The UKPDS showed a 25% reduction in microvascular endpoints with a 0.9% difference in HbA1c. How do you reconcile these findings with the ACCORD trial's results when deciding targets for a 75-year-old with a 20-year history of diabetes?

Key Response

UKPDS focused on newly diagnosed patients where intensive control is highly beneficial. ACCORD focused on older patients with established CVD and longer disease duration, where intensive control (HbA1c <6.0%) increased mortality.
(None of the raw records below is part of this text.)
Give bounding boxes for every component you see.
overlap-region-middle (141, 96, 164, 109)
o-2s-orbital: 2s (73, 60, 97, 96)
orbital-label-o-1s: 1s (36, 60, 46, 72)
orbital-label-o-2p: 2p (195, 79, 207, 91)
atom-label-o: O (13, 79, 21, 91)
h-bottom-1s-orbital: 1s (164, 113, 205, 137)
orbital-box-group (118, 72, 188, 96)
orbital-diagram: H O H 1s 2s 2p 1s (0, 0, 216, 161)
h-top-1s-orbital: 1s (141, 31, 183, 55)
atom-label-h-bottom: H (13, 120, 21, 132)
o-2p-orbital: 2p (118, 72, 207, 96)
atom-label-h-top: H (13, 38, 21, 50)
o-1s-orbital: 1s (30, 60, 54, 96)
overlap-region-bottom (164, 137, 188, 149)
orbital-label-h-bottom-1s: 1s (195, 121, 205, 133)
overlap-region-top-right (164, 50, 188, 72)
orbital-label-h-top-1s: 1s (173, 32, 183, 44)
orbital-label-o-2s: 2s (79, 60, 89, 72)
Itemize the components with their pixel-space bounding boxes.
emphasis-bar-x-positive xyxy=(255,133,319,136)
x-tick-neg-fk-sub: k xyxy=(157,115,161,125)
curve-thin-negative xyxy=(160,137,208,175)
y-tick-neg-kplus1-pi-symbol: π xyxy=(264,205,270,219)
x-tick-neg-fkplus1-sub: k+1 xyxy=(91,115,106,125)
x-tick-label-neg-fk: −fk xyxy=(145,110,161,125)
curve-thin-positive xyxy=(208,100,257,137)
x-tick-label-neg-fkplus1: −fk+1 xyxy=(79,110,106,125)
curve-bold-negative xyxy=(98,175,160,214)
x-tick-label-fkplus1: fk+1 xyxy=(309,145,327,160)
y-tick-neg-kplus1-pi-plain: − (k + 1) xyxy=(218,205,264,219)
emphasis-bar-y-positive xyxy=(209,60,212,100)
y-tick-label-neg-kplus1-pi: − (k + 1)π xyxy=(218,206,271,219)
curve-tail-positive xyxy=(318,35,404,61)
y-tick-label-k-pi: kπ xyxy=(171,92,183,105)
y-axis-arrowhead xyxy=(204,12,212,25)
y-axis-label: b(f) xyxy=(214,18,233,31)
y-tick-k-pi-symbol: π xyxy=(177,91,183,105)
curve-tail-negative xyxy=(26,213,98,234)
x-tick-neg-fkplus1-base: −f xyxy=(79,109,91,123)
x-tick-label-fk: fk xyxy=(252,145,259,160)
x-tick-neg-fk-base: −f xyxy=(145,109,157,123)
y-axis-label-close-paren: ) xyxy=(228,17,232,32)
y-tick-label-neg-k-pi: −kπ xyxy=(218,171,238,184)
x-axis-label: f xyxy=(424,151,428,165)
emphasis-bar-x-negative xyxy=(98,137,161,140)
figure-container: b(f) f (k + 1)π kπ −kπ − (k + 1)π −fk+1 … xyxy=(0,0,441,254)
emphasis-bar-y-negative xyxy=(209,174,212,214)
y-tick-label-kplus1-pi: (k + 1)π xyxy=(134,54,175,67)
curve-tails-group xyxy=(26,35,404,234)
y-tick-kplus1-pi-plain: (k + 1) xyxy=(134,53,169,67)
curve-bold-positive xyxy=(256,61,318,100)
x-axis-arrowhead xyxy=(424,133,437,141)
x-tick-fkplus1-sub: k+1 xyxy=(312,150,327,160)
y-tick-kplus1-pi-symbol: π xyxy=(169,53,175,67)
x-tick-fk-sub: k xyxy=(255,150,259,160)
The 'attending' takeaway is that glycemic targets must be individualized: aggressive early in the disease course, but more relaxed (e.g., <7.5-8.0%) in patients with significant comorbidities or long-standing disease.

Scholarly Review

Critical appraisal through the lens of expert reviewers and guideline development

PhD
PhD

UKPDS 33 utilized a complex randomization scheme and a long-term follow-up that exceeded 20 years. Critique the statistical power issues regarding the initial 'near-significant' p-value of 0.052 for myocardial infarction and the role of post-trial observational data in confirming trial hypotheses.

Key Response

The original trial was underpowered for macrovascular outcomes due to the time required for cardiovascular events to manifest. The post-trial monitoring (UKPDS 80) successfully bridged the gap between 'trend' and 'significance' by capturing late-emerging events, highlighting the necessity of long-term longitudinal extensions in metabolic research where the outcomes are delayed.

Journal Editor
Journal Editor

The UKPDS was an open-label study; as a reviewer, what concerns would you raise regarding the potential for 'treatment intensification bias' in the conventional group and how would you evaluate the validity of the microvascular endpoints?

Key Response

In an open-label trial, clinicians might be more likely to intensify other treatments (like BP meds or statins) in the conventional group if they see poor glucose control. However, UKPDS mitigated this by using standardized, objective assessments for microvascular damage (e.g., retinal photography and urinary albumin-to-creatinine ratios) evaluated by blinded core labs, which preserves the validity of the primary endpoints.

Guideline Committee
Guideline Committee

UKPDS 38 compared 'tight' versus 'less tight' blood pressure control. How did the results influence the strength of recommendation for BP management in T2DM relative to glycemic management in contemporary guidelines?

Key Response

UKPDS 38 found that tight BP control (<150/85 mmHg) was actually more effective at reducing macrovascular and microvascular outcomes (including a 44% reduction in stroke) than tight glucose control alone. This led to current guidelines (e.g., ADA Standards of Care) giving BP management a Grade A recommendation, often emphasizing it as being of equal or greater importance than glucose control for overall cardiovascular risk reduction.

Clinical Landscape

Noteworthy Related Trials

1993

DCCT Trial

n = 1,441 · NEJM

Tested

Intensive insulin therapy

Population

Patients with type 1 diabetes

Comparator

Conventional insulin therapy

Endpoint

Development or progression of diabetic retinopathy

Key result: Intensive treatment significantly reduced the risk of microvascular complications in type 1 diabetes.
2008

ACCORD Trial

n = 10,251 · NEJM

Tested

Intensive glycemic control (HbA1c <6.0%)

Population

T2DM patients with high cardiovascular risk

Comparator

Standard glycemic control (HbA1c 7.0-7.9%)

Endpoint

Composite of nonfatal myocardial infarction, nonfatal stroke, or death from cardiovascular causes

Key result: Intensive therapy increased mortality compared to standard therapy, questioning the safety of tight control in older, high-risk patients.
2008

ADVANCE Trial

n = 11,140 · NEJM

Tested

Intensive glucose control (target HbA1c 6.5%)

Population

T2DM patients with high risk of vascular events

Comparator

Standard glucose control

Endpoint

Composite of major macrovascular and microvascular events

Key result: Intensive glucose control reduced the incidence of major microvascular events, primarily driven by a reduction in nephropathy, but did not significantly reduce major macrovascular events.

Tailored to your role

Want this tailored to you?

Add your specialty or training stage to get role-specific takeaways and more questions.